Patients who have a diagnosis of “frailty” before surgery are more likely to die in the following year, especially soon after joint replacement, according to a new study.
“This is important for people who are starting to slow down, not as sharp cognitively, and have complicated medical issues,” said lead author Dr. Daniel I. McIsaac of the University of Ottawa in Ontario, Canada.
“Every patient goes through risks and benefits deliberations before surgery,” and frailty should be part of that discussion, he told Reuters Health by phone. Researchers studied data on more than 200,000 patients age 65 or older who underwent a scheduled major noncardiac surgery between 2002 and 2012 in Ontario.
The researchers used health records from the previous two years to define the patients as “frail” or “not frail” using a diagnostic instrument that takes into account 12 clusters of other conditions, like falls, low cognitive scores and poor global function.

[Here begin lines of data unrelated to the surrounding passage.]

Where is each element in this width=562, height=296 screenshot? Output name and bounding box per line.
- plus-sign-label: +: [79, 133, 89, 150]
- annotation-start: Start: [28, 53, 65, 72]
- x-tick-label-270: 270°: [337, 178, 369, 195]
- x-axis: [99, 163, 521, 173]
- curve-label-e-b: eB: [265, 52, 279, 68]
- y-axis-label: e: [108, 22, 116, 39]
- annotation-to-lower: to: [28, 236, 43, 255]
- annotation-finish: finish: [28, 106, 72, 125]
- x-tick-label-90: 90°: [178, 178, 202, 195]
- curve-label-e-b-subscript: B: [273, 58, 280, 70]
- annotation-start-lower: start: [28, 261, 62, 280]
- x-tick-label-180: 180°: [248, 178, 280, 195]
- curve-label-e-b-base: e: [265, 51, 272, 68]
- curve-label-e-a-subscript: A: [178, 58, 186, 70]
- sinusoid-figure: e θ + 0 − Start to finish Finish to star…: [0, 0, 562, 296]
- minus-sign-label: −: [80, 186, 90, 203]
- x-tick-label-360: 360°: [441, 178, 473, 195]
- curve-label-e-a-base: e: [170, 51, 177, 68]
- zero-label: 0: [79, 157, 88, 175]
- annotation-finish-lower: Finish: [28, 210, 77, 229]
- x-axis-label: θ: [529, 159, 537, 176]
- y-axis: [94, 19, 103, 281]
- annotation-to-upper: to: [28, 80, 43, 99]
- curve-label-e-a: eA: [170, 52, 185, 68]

About 3 percent of the 200,000 patients who underwent surgery were frail, based on the diagnoses indicator. These patients were an average age of 77 while nonfrail patients were on average 74. Frail patients more often had high blood pressure and had been hospitalized in the previous year.
Within a year of surgery, almost 14 percent of frail patients had died, compared to only about five percent of others. After accounting for sociodemographic differences and surgical details, frail patients were still more than twice as likely to die as those who were not frail before surgery.

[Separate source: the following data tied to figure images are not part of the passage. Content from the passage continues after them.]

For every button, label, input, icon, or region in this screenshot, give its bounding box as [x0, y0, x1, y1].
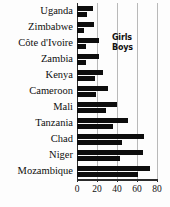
category-label: Côte d'Ivoire	[18, 37, 73, 48]
bar-chart: UgandaZimbabweCôte d'IvoireZambiaKenyaCa…	[0, 0, 170, 207]
bar-boys	[77, 12, 87, 17]
bar-group	[77, 147, 157, 163]
bar-girls	[77, 6, 93, 11]
legend-entry-boys: Boys	[112, 43, 133, 53]
bar-boys	[77, 28, 84, 33]
tick-label: 60	[126, 184, 148, 194]
category-label: Cameroon	[29, 85, 73, 96]
tick-mark	[117, 179, 118, 182]
tick-mark	[97, 179, 98, 182]
category-label: Chad	[51, 133, 73, 144]
category-label: Zambia	[41, 53, 73, 64]
bar-group	[77, 131, 157, 147]
bar-boys	[77, 92, 96, 97]
category-label: Mozambique	[18, 165, 73, 176]
category-label: Mali	[53, 101, 73, 112]
category-label: Uganda	[40, 5, 73, 16]
bar-group	[77, 115, 157, 131]
category-axis-labels: UgandaZimbabweCôte d'IvoireZambiaKenyaCa…	[0, 3, 75, 179]
tick-mark	[157, 179, 158, 182]
bar-group	[77, 3, 157, 19]
bar-girls	[77, 134, 144, 139]
bar-boys	[77, 76, 95, 81]
bar-boys	[77, 60, 86, 65]
bar-group	[77, 99, 157, 115]
bar-boys	[77, 140, 122, 145]
bar-girls	[77, 22, 94, 27]
bar-girls	[77, 102, 117, 107]
bar-boys	[77, 44, 86, 49]
tick-mark	[137, 179, 138, 182]
bar-boys	[77, 172, 138, 177]
bar-girls	[77, 38, 99, 43]
bar-boys	[77, 124, 113, 129]
bar-girls	[77, 150, 143, 155]
bar-boys	[77, 156, 120, 161]
chart-legend: Girls Boys	[112, 33, 133, 53]
plot-area	[77, 3, 157, 179]
bar-girls	[77, 54, 99, 59]
bar-girls	[77, 166, 150, 171]
category-label: Kenya	[46, 69, 73, 80]
bar-group	[77, 67, 157, 83]
gridline	[157, 3, 158, 179]
category-label: Zimbabwe	[28, 21, 73, 32]
bar-group	[77, 163, 157, 179]
tick-label: 80	[146, 184, 168, 194]
tick-label: 40	[106, 184, 128, 194]
bar-group	[77, 51, 157, 67]
category-label: Niger	[49, 149, 73, 160]
category-label: Tanzania	[35, 117, 73, 128]
bar-girls	[77, 86, 108, 91]
bar-girls	[77, 70, 103, 75]
tick-label: 20	[86, 184, 108, 194]
legend-entry-girls: Girls	[112, 33, 133, 43]
tick-label: 0	[66, 184, 88, 194]
bar-group	[77, 83, 157, 99]
tick-mark	[77, 179, 78, 182]
bar-boys	[77, 108, 106, 113]
bar-girls	[77, 118, 128, 123]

The increased risk of death was largest for younger patients, in the days directly following surgery and particularly for total joint replacement surgery, more so than for other surgeries like arterial bypass or liver resection, the authors reported in JAMA Surgery.
“There were significantly less frail patients undergoing operations compared to the population and these patients died very early after their operation within the first two to three days,” said Dr. Jason M. Johanning of the Nebraska Western Iowa VA Medical Center in Omaha, who coauthored a commentary on the results.

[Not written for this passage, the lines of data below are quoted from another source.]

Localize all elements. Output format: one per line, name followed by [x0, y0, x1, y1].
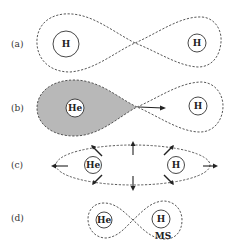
- arrow-left-icon: [51, 164, 68, 169]
- atom-h-d-label: H: [157, 214, 166, 224]
- atom-he-b-label: He: [68, 103, 83, 113]
- ms-annotation: MS: [155, 231, 171, 241]
- panel-a: (a) H H: [11, 14, 221, 72]
- atom-he-c-label: He: [86, 160, 101, 170]
- panel-d: (d) He H MS: [11, 201, 182, 241]
- panel-b: (b) He H: [11, 80, 223, 136]
- panel-label-b: (b): [11, 103, 24, 113]
- atom-h-right-a-label: H: [193, 38, 202, 48]
- atom-h-b-label: H: [194, 101, 203, 111]
- diagram-canvas: (a) H H (b) He H (c) He H: [0, 0, 236, 250]
- arrow-up-icon: [131, 141, 136, 155]
- atom-h-left-a-label: H: [62, 39, 71, 49]
- arrow-down-icon: [131, 176, 136, 191]
- panel-c: (c) He H: [11, 141, 218, 191]
- panel-label-c: (c): [11, 160, 23, 170]
- arrow-right-icon: [203, 164, 218, 169]
- atom-he-d-label: He: [97, 215, 112, 225]
- shaded-lobe-he: [37, 80, 137, 136]
- panel-label-d: (d): [11, 213, 24, 223]
- panel-label-a: (a): [11, 39, 23, 49]
- atom-h-c-label: H: [172, 160, 181, 170]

Frailty increases the risk of death, complications, longer hospital stay and discharge to a nursing facility, but does not exclude anyone from a particular operation, Johanning told Reuters Health by email.
“Rather it gives the operative team the ability to have an open and frank discussion with the patient about their goals of care and what to expect and how to proceed when complications occur postoperatively,” he said.
The American College of Surgeons in connection with the John A. Hartford Foundation is designing a program to address these system issues, he said.
“Before surgery, people should be identified as frail or not,” McIsaac said. But in the real world, there is no consistent approach, and no one has identified which is the best tool to use before surgery to identify frailty, he said.
In theory it could be diagnosed by a primary care provider, surgeon or anesthesiologist, he said. About 10 percent of people at age 65 are frail, which increases over time to half of people age 80 or 85.
“It’s not a necessary part of aging,” McIsaac said. “Getting in front of the curve involves making choices earlier in life,” and even after frailty has been diagnosed there are steps to decrease it, like exercise therapy, he said.
Frail patients have their own unique set of complex medical needs and we need to start looking at what we can to improve their flow through the healthcare setting,” he said. Having special wards in hospitals dedicated to these kinds of patients would lead to better long-term outcomes, he said.
“We can systematically tackle it now for the first time,” he said. “Studies like ours and those like it highlight the fact that there’s a problem and (should motivate others) to address it and get better outcomes.”